Customer validation checklist

  1. Layer 1 — flags applied. ps -ef | grep -- '--auth-server-allowlist' on the Private Location agent host while a journey is running.
  2. Layer 2 — ticket present. sudo -u <agent-user> klist shows a valid TGT; keytab-based renewal is scheduled (cron / systemd timer / kinit -R).
  3. Layer 3 — handshake completes. The journey's expect(status).toBeLessThan(400) passes against the real internal URL.

Test plan

  • examples/kerberos-auth/ parses with the current runner.
  • Example journey loads and executes; assertion fails cleanly with 401 when no credentials are available (correct behaviour).
  • Chromium receives both flags on its command line (verified via ps).
  • Customer PoC: run layers 1–3 above on a Private Location host joined to their AD realm.

Notes / out of scope

  • No changes to src/, no new dependencies, no behaviour change for existing users.
  • Native SPNEGO/NTLM support for lightweight HTTP monitors would be a Heartbeat-side change and is out of scope here.

Made with Cursor

Adds a runnable example showing how to monitor sites protected by
Negotiate (SPNEGO/Kerberos) or NTLM from a browser monitor on a
Private Location.
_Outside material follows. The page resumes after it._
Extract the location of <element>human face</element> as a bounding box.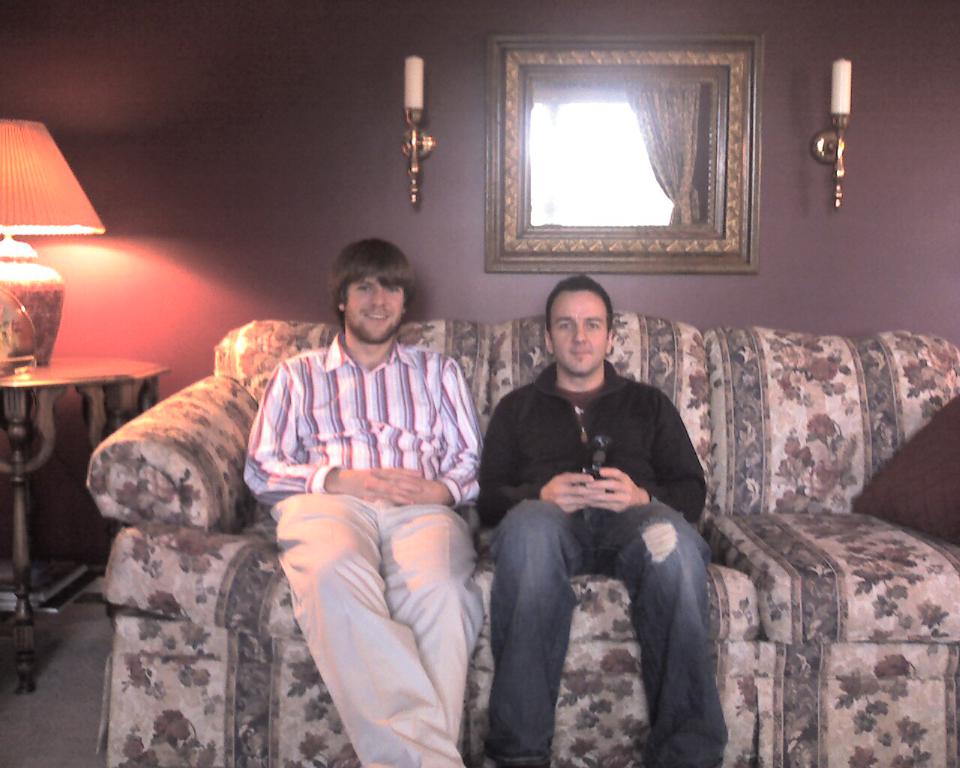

The Synthetics runner already forwards
playwrightOptions.args verbatim into chromium.launch, so Chromium's
built-in Integrated Windows Auth works by just setting
--auth-server-allowlist and --auth-negotiate-delegate-allowlist.

No src/ changes; this example documents the pattern, covers the host
prerequisites (keytab, kinit'd ticket cache, krb5.conf, SPN, allowlist
semantics) and the Private-Location-only limitation, and calls out
that lightweight HTTP monitors are not supported today.

Made-with: Cursor
@shahzad31 shahzad31 requested a review from emilioalvap April 17, 2026 07:04
@emilioalvap emilioalvap self-assigned this May 14, 2026
Copy link
Copy Markdown
Contributor

@emilioalvap emilioalvap left a comment

Choose a reason for hiding this comment

The reason will be displayed to describe this comment to others. Learn more.

LGTM, tested support locally and the example seems sufficiently documented

@shahzad31 shahzad31 merged commit a0c42b8 into main May 28, 2026
8 checks passed
@shahzad31 shahzad31 deleted the docs/kerberos-auth-example branch May 28, 2026 18:08
Sign up for free to join this conversation on GitHub. Already have an account? Sign in to comment

Labels

None yet

Projects

None yet

Development

Successfully merging this pull request may close these issues.